5. Future prospects The potential for using LEIS to study the surfaces of quasicrystals has only just begun to be explored. We discussed here only results for i-Al–Pd–Mn. Taking into account the mass resolution of LEIS, the availability of single grain samples, and their UHV compatibility, some potential candidates for further LEIS investigations are Al–Pd–Mn–Ga, Al–Cu–Ru and Al–Li–Cu. In addition to examining other compositions and orientations, molecular adsorption sites can be explored using LEIS. Looking at i-Al–Pd–Mn should prove interesting. For example, while molecular hydrogen does not dissociate on the surface of i-Al–Pd–Mn [6], H atoms should adsorb.
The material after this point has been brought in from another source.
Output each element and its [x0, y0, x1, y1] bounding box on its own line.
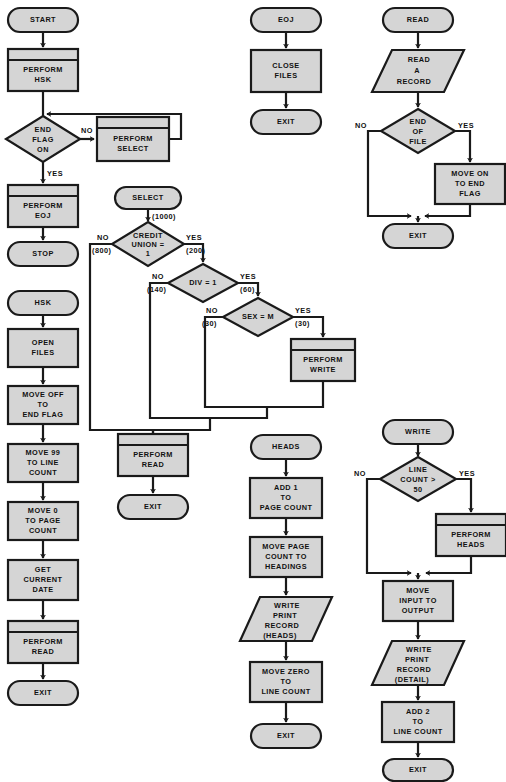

Data about H adsorption on i-Al–Pd–Mn can then be compared to H atom adsorption on pure Al(1 1 1) [19]. Metal overlayer formation studies are another potential focus area. Much work on this is being done by STM, but additional elemental information may be obtainable by LEIS about the sites where metal atoms tend to deposit, which would help to better understand the chemical properties of such systems.

Acknowledgements This manuscript has been authored by Iowa State University of Science and Technology under Contract No. W-7405-ENG-82 with the US Department of Energy and by Sandia National Laboratories under Contract No. DE-AC0494AL85000 also with the US Department of Energy.